For a young Yazidi activist from Duhok who asked to remain anonymous, Kurdish identity is relevant and very much part of being Yazidi: “Yazidis are the original Kurds, the oldest text in the Kurdish language is a Yazidi text,” he said.

Nawaf Ashur, however, explained that when they were considered Arabs under the Baathist regime, the Yazidi community faced fewer threats. “It was a dictatorship, but under Saddam minorities were respected and we felt more comfortable.

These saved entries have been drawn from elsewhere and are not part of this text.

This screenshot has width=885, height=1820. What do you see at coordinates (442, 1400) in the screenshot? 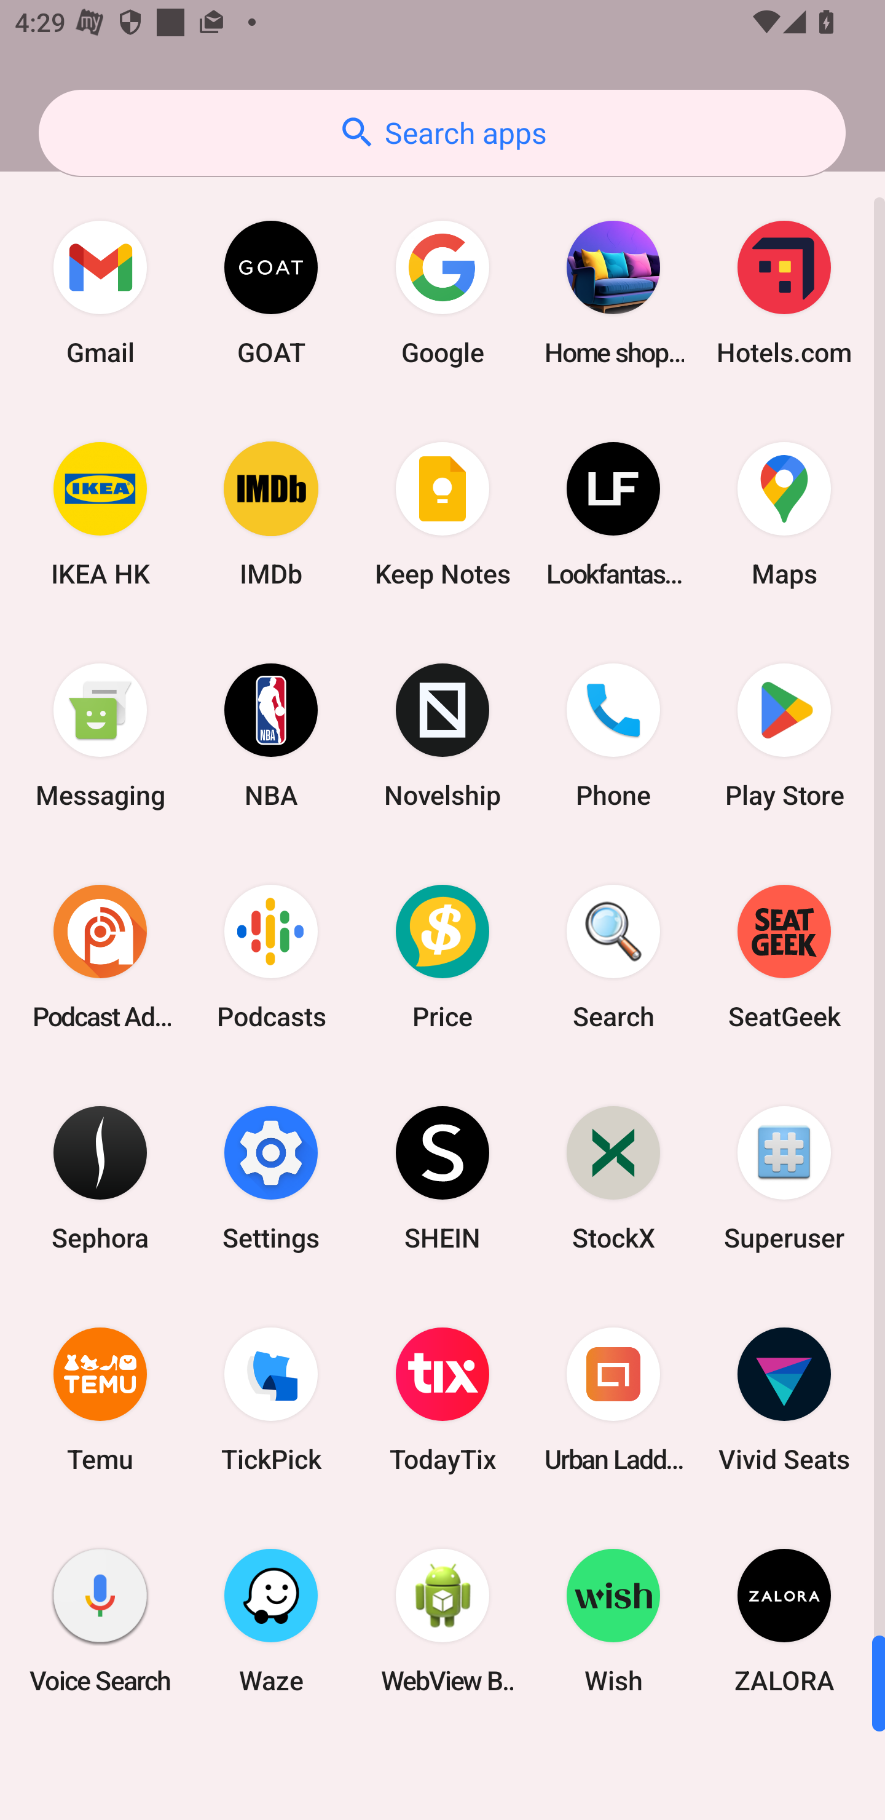
I see `TodayTix` at bounding box center [442, 1400]. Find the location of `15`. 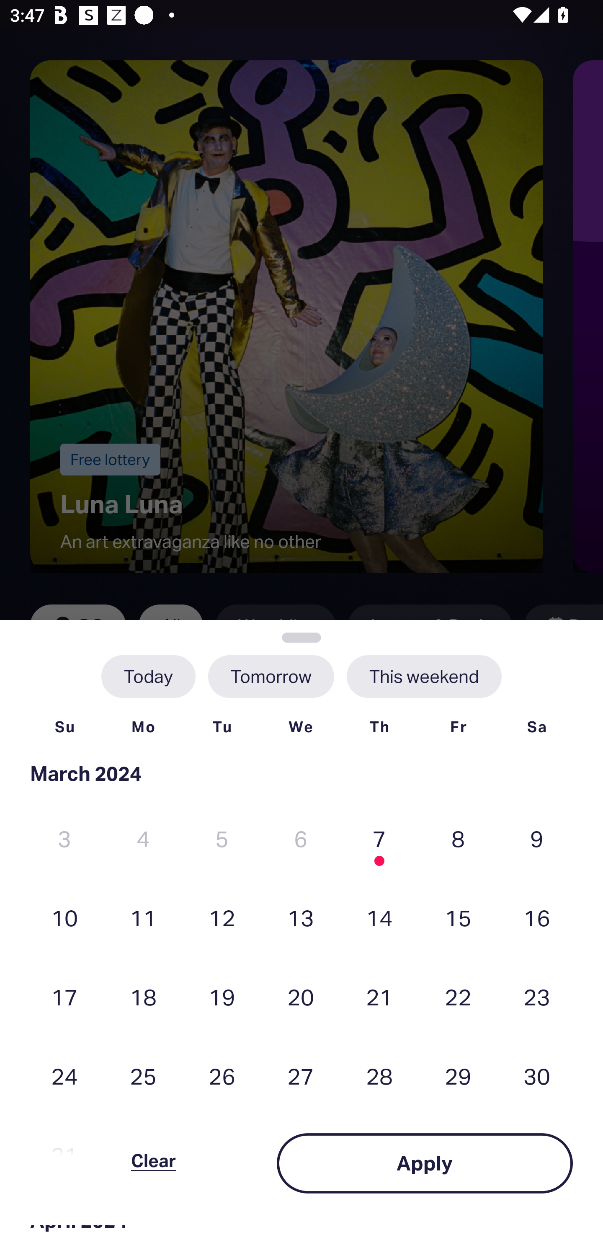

They are more worried now, even though we’ve got this kind of democracy,” Ismail said.

Meanwhile, Letta Tayler, Human Rights Watch’s senior researcher in terrorism and counterterrorism, urged Iraq’s Kurdish and Arab authorities to put a stop to attacks on minorities.

“It seems that for many religious minorities the solution offered by the international community is to help these besieged minorities get visas to leave their homeland,” Tayler told Al Jazeera. “But they should not be offered a choice this stark: stay and be killed or leave your own home.” 

Today, the Yazidis are victims of geography, caught between a largely Islamic State-controlled province, Baghdad’s authority, and the KRG’s often heavy-handed military forces, in addition to Prime Minister Nouri al-Maliki’s frail grip on the Sunni-majority province, shamefully brought to light by the rapid fall of the Iraqi army and the takeover of Mosul by the so-called Islamic State.